Hi,
I have a friend who’s African-American and has a few straight blonde hairs mixed in with his regular hair. Now, I realize that most African-Americans have at least one Caucasian ancestor, but I still don’t get how he could have blonde hair. I’m a biology major and from what I understood of genetics, black hair is dominant over blonde, and curly hair is always dominant over straight.
Thanks for the help.
sniff
sniff
I smell homework!
yeah right . … I wish I had homework that easy
Hi Sparkleegirl,
Of all the genetic things I’ve read and/or think about hair, skin and eye colors are the worst to deal with - there are just no really good answers right now. I know you have been told or have read about dominant and recessive but when it comes to hair, skin and eye color, you’ve probably been told only fibs. The same may be true for the mixture of hair colors, too. Several factors come together to determine these things. I’ll email you the best paper I can find.
Jois
Those are what is known as “polygenic traits,” meaning that there are many genes controling those characteristics. Despite what your intro genetics course probably implied, most traits are not determined in a pretty Mendellian fashion. Very few structures are as neat and simple as green v. yellow pea color or widow’s peak v. none. There are likely dozens of genes that affect hair color and structure; and they’re likely dominant, co-dominant, incompletely dominant, or in epistasis with each other and various other genes. Good luck explaining a system like that simply.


▶ Task to complete
What you return must be an exact copy of the lines in the listing below between the line holding "Find the location of a particular element. The width" and the line holding "This screenshot has width=555, height=384.", inclusive, and nothing more.

▶ Given entries
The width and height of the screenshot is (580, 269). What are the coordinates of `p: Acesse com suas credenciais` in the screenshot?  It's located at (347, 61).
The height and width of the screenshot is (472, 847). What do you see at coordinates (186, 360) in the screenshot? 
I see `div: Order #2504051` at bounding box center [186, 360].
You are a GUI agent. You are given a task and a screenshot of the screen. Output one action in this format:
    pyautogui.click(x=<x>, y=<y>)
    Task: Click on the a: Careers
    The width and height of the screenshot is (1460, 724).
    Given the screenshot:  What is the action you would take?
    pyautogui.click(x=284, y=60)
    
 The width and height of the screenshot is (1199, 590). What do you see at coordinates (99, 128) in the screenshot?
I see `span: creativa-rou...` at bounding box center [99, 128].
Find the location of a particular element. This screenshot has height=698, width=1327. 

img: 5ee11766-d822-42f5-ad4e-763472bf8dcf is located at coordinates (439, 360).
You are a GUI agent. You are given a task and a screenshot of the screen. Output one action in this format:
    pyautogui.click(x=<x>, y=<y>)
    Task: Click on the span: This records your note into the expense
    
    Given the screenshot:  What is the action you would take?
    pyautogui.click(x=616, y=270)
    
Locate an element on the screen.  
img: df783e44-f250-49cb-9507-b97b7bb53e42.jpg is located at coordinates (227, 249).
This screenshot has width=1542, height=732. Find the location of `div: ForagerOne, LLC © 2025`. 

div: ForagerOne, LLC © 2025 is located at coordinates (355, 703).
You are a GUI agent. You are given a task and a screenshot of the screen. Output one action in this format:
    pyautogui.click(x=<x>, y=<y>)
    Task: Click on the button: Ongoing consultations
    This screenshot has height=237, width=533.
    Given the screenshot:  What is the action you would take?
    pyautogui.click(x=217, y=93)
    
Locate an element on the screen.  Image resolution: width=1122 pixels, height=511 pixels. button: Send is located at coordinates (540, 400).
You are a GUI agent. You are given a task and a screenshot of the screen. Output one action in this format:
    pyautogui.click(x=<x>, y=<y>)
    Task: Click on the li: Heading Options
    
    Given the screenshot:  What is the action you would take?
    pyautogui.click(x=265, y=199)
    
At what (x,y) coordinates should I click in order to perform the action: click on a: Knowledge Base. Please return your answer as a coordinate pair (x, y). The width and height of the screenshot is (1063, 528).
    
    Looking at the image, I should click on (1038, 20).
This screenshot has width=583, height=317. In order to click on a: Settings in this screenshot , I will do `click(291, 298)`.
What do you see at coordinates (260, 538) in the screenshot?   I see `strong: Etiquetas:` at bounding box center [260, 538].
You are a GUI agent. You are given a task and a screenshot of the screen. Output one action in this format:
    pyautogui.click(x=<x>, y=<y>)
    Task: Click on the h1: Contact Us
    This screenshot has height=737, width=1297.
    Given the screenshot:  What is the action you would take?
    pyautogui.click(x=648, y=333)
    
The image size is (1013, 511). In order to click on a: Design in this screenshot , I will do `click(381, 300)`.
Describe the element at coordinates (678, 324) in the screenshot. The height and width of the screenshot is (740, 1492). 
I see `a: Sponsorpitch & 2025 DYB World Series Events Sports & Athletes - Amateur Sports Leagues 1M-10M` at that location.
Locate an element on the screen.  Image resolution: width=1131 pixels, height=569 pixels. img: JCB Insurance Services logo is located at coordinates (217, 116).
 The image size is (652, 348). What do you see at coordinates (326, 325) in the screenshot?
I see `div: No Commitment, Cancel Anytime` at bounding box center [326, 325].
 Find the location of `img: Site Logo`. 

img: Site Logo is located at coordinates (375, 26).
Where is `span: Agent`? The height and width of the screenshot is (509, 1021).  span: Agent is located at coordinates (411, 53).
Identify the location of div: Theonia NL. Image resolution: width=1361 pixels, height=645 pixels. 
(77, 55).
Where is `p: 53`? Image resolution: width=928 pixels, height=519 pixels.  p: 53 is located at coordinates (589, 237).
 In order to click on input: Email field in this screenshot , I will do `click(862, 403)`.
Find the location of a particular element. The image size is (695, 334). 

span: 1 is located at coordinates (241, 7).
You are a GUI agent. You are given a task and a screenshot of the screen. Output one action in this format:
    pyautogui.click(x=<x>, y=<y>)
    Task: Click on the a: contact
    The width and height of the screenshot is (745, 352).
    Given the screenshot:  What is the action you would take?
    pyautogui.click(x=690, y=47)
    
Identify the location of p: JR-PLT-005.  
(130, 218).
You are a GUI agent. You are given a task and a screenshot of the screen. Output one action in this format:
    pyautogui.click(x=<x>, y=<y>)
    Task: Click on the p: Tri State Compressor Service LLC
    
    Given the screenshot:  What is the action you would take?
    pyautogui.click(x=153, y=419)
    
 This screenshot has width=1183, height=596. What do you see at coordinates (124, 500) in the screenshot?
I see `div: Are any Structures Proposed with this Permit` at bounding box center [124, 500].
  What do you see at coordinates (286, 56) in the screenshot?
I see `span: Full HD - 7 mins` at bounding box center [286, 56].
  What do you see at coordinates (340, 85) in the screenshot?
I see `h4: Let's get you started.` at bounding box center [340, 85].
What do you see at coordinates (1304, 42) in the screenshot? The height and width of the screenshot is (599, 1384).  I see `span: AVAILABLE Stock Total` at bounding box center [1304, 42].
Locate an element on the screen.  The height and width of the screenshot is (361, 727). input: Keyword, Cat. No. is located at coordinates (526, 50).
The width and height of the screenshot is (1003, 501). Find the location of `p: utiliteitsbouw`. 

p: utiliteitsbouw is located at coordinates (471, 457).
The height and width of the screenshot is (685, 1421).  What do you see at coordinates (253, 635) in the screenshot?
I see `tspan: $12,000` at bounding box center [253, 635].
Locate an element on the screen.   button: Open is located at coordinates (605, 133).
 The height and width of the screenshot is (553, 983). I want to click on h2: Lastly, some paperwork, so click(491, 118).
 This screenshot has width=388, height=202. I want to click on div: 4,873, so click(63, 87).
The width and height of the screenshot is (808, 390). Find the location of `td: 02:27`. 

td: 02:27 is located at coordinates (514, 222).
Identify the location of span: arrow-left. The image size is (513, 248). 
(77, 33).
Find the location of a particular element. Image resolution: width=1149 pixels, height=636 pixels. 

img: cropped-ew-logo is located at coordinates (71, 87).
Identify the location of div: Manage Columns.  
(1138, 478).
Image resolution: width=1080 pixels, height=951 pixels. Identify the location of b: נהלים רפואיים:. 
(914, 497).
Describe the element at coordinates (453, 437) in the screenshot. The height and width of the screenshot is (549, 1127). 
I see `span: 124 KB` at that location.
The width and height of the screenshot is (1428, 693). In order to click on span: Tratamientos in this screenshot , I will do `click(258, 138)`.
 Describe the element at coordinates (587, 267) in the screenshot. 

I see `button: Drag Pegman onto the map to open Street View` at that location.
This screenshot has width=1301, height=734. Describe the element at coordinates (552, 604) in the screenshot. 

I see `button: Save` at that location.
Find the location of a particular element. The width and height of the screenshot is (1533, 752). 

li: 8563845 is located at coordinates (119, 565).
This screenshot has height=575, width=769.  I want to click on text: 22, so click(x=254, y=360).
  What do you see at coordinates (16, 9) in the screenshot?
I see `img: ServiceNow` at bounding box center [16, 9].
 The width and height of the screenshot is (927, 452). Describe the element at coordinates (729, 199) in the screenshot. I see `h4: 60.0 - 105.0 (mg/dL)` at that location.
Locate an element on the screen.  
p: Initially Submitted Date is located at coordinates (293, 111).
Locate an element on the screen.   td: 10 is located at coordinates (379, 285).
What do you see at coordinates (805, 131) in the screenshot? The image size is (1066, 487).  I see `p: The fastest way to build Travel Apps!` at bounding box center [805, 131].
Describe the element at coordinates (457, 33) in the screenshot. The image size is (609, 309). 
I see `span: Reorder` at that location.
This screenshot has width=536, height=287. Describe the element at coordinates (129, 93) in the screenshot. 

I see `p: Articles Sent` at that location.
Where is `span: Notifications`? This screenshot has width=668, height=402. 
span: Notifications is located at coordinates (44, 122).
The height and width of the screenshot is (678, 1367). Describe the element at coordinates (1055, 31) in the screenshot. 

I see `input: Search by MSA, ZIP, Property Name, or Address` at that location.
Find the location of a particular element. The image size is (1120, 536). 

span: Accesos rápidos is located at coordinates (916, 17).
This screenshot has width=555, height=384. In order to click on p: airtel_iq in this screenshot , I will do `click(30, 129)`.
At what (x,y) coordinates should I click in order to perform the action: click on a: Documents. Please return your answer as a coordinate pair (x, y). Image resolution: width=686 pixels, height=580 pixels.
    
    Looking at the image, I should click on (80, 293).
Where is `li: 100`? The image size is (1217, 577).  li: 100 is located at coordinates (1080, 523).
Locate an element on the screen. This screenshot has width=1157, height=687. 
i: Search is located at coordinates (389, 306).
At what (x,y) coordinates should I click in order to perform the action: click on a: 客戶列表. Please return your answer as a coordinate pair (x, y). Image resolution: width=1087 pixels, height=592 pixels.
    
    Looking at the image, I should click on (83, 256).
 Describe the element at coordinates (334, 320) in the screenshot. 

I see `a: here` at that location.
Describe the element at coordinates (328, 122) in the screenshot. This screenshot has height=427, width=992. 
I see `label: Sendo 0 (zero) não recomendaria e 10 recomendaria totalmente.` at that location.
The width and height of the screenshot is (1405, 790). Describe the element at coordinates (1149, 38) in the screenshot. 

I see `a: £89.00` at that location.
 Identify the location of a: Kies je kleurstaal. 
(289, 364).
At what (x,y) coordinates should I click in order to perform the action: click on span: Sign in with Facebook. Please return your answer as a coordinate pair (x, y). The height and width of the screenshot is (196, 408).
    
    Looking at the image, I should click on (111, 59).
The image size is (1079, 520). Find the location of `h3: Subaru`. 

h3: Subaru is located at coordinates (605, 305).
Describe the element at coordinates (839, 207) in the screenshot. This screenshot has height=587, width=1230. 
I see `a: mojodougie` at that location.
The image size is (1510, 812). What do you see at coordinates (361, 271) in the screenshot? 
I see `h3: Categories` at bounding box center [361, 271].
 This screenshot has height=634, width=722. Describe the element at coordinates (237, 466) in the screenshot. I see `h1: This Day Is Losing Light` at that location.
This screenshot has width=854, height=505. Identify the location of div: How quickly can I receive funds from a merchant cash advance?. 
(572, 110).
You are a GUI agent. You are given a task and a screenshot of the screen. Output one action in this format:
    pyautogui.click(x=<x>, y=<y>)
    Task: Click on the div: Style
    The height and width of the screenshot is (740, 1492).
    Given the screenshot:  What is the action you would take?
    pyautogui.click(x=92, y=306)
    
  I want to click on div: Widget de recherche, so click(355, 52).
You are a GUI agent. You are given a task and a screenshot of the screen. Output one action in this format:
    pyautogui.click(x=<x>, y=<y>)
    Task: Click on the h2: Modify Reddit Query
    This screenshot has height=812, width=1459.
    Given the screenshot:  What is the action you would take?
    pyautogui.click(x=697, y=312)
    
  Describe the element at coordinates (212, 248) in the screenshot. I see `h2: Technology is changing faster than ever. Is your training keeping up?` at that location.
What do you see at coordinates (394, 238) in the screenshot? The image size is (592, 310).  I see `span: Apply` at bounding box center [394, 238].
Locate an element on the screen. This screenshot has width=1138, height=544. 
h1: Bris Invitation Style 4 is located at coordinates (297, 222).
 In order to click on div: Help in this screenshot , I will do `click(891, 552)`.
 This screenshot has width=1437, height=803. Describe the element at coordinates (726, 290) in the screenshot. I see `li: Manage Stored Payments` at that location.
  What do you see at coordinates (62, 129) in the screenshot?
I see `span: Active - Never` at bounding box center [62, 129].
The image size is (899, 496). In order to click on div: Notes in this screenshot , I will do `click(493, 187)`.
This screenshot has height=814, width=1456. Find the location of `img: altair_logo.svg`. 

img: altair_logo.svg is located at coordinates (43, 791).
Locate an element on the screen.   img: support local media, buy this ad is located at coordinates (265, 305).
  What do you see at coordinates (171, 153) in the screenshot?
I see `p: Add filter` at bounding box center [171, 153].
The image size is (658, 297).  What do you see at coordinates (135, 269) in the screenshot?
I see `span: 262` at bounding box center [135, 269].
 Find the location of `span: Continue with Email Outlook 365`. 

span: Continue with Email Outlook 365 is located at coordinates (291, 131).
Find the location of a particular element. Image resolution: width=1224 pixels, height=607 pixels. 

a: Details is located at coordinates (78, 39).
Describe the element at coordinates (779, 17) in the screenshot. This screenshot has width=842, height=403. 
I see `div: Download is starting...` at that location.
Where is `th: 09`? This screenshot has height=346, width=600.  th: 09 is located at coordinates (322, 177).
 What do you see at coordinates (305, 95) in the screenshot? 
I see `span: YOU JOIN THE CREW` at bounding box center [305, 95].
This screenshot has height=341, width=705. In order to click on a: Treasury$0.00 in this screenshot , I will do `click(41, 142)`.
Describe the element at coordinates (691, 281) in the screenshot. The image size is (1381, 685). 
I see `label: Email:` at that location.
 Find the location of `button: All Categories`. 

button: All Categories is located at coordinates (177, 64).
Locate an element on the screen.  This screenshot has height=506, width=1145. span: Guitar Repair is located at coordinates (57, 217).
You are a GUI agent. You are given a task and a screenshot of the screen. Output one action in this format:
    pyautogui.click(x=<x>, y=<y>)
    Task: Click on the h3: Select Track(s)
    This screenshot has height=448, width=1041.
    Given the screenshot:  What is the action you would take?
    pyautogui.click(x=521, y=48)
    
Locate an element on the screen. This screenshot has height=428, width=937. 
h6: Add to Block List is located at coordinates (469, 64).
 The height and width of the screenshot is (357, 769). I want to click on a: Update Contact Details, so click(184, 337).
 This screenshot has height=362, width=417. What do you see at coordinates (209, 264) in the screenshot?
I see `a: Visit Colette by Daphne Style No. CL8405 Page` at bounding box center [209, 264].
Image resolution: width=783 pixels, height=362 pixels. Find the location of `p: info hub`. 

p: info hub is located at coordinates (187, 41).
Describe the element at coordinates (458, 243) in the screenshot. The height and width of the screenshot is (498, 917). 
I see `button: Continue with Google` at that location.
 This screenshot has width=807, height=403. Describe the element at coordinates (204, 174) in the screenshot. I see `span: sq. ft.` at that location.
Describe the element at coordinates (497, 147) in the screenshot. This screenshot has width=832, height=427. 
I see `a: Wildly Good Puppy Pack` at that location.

▶ Response below
Find the location of a particular element. The width and height of the screenshot is (1533, 752). 

li: 8563845 is located at coordinates (119, 565).
This screenshot has height=575, width=769.  I want to click on text: 22, so click(x=254, y=360).
  What do you see at coordinates (16, 9) in the screenshot?
I see `img: ServiceNow` at bounding box center [16, 9].
 The width and height of the screenshot is (927, 452). Describe the element at coordinates (729, 199) in the screenshot. I see `h4: 60.0 - 105.0 (mg/dL)` at that location.
Locate an element on the screen.  
p: Initially Submitted Date is located at coordinates (293, 111).
Locate an element on the screen.   td: 10 is located at coordinates (379, 285).
What do you see at coordinates (805, 131) in the screenshot? The image size is (1066, 487).  I see `p: The fastest way to build Travel Apps!` at bounding box center [805, 131].
Describe the element at coordinates (457, 33) in the screenshot. The image size is (609, 309). 
I see `span: Reorder` at that location.
This screenshot has width=536, height=287. Describe the element at coordinates (129, 93) in the screenshot. 

I see `p: Articles Sent` at that location.
Where is `span: Notifications`? This screenshot has width=668, height=402. 
span: Notifications is located at coordinates (44, 122).
The height and width of the screenshot is (678, 1367). Describe the element at coordinates (1055, 31) in the screenshot. 

I see `input: Search by MSA, ZIP, Property Name, or Address` at that location.
Find the location of a particular element. The image size is (1120, 536). 

span: Accesos rápidos is located at coordinates (916, 17).
This screenshot has width=555, height=384. In order to click on p: airtel_iq in this screenshot , I will do `click(30, 129)`.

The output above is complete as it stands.